Two other particularly interesting characters with respect to the Native Americans (p. #'s in parentheses; the link will take you to their Wikipedia page): Benjamin Hawkins (90-94) and the 9th President of the U.S., William Henry Harrison (94-108)


Reckoning with Race

In his 2017 book, Gene Dattel argues that the key for blacks is the "entrance of most black Americans into the economic mainstream". To promote this entrance, he forcefully advocates cultural assimilation vs. separation. 


Part 1 of the book covers the pre-Civil War North. Part 2 underlines the modest impact of Reconstruction. Part 3 details the time period from WWI to the 1960s with a focus on the labor economics of the Great Migration north. Part 4 describes the 1960s and the Civil Rights movement. And in Part 5, he talks about “the enduring dilemma" and how the struggles are playing out today.

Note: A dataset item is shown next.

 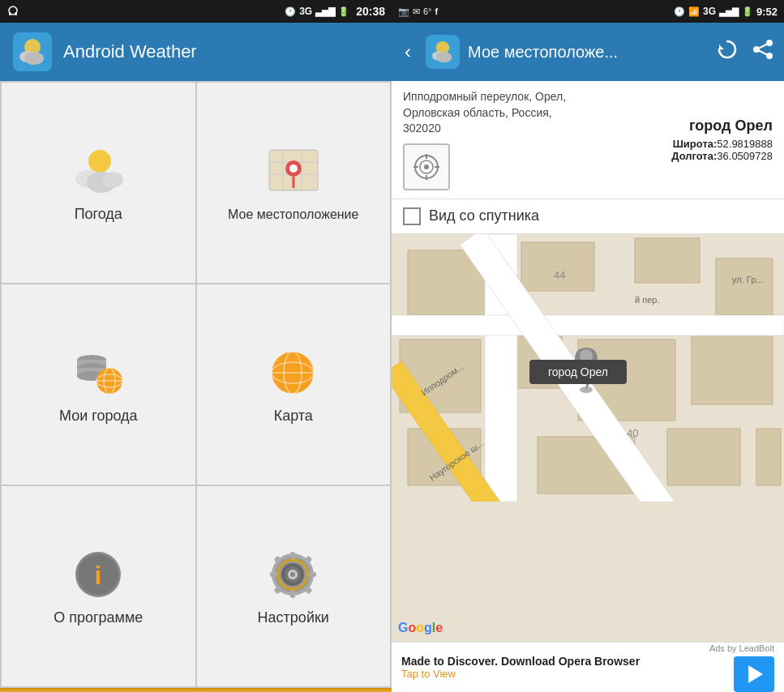 I want to click on network-label-right: 3G, so click(x=709, y=11).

One of Dattel’s goals is to address an important myth. As he details throughout Part 1, racism was not a South-only problem; it was a national scourge. Under-rating the North’s struggle with racism is convenient to a naïve North/South moral dichotomy. But it also leads one to underestimate the prevalence of post-Civil-War racism in both the North and the South. In Part 2, Dattel blames the failure of Reconstruction on the South and the North, arguing that it couldn't possibly be successful with the North's attitudes toward race and its limited efforts to monitor the effort (42-45, 51-53). In Part 4, he returns to this theme, describing the North's struggle with integration (174ff) and inner city violence and rioting (197). Later, he notes the irony that all civil rights museums are in the South (261).

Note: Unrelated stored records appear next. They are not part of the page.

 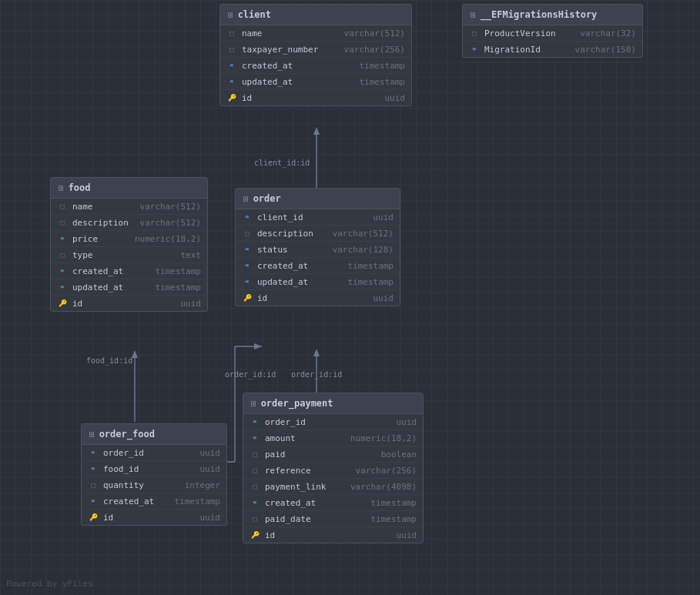 I want to click on table-order-food-header: ⊞ order_food, so click(x=154, y=434).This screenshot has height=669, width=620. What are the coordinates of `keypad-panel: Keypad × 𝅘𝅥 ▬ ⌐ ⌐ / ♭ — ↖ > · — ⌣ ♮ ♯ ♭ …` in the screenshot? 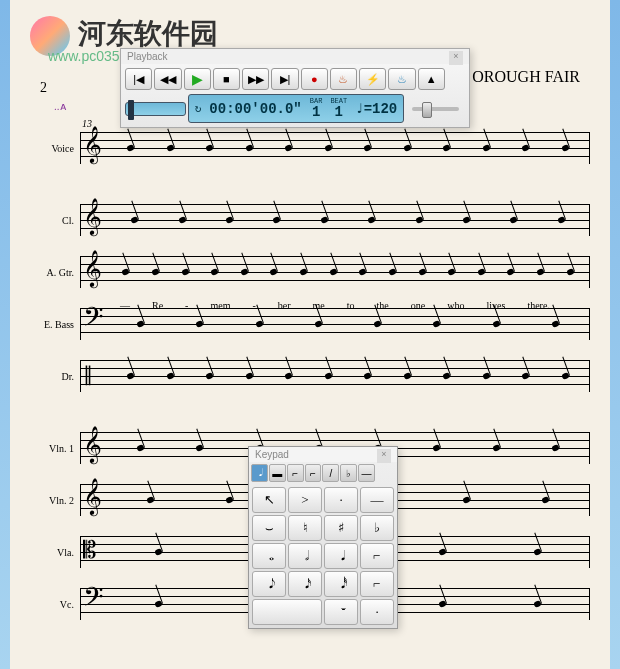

In Part 5, Dattel turns to contemporary times and the implications of flawed approaches to these concepts. He details the misapplication of the Marshall Plan as an analogy to the War on Poverty (218-220). He talks about the problems with government's K-12 schools (230-244, 249-250). He describes the inherent problems with "reverse racism" (244-248)—e.g., through Affirmative Action in colleges (250-257). He criticizes the recent attacks on memorials as wrong-headed (258ff). (Included in this, he notes some nasty things that Gandhi said—words that should eliminate him from the modern liberal pantheon [259].) He discusses "Black Lives Matter" and the police (270-281).

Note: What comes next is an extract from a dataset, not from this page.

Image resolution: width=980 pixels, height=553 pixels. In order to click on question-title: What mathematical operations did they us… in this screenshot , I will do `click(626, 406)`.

In particular, Datell is rightly concerned about increased crime, the decline of the African-American family, and the woeful implications of these trends (xii). The far-larger issues are connected to class—which then overlap with disproportionate impact on race. To note, if you don't deal with family structure/stability and the subsequent problems with K-12 education, how can there be improvement?


Dattel seems most troubled by what he sees as a contemporary proclivity in the African-American community and its leaders to mostly avoid "individual and group self-examination" (xv). He cites the failures of black political leadership—although he notes that success/failure here would not likely be a primary cause anyway (282-286). It's often easier to promote facile solutions and blame others. (See also: the unwarranted liberal optimism about government and pessimism about society, as illustrated in the Kerner Report.) 


Dattel cites the famous and remarkable Jesse Jackson comments from the mid-1990s, where he implicitly takes responsibility for dysfunction in the African-American community (215): "There is nothing more painful to me at this stage in my life than to walk down the street and hear footsteps and start thinking about robbery. Then (I) look around and see someone white and feel relieved....This killing is not based upon poverty; it is based upon greed and violence and guns..." Similarly, Dattel tells the anecdote of Mike Wallace’s interview with Morgan Freeman on 60 Minutes, where he insists on being seen and described as a man, rather than as a black man (290-293). Implicit in this view is a passion to take responsibility for one's choices, rather than to play off unfortunate outcomes as the fault of someone else or the color of one’s skin.


At the end of the day, personal responsibility—by leaders and citizens—and assimilation into the economic mainstream through education hold out the best long-term hope for economic progress and social harmony.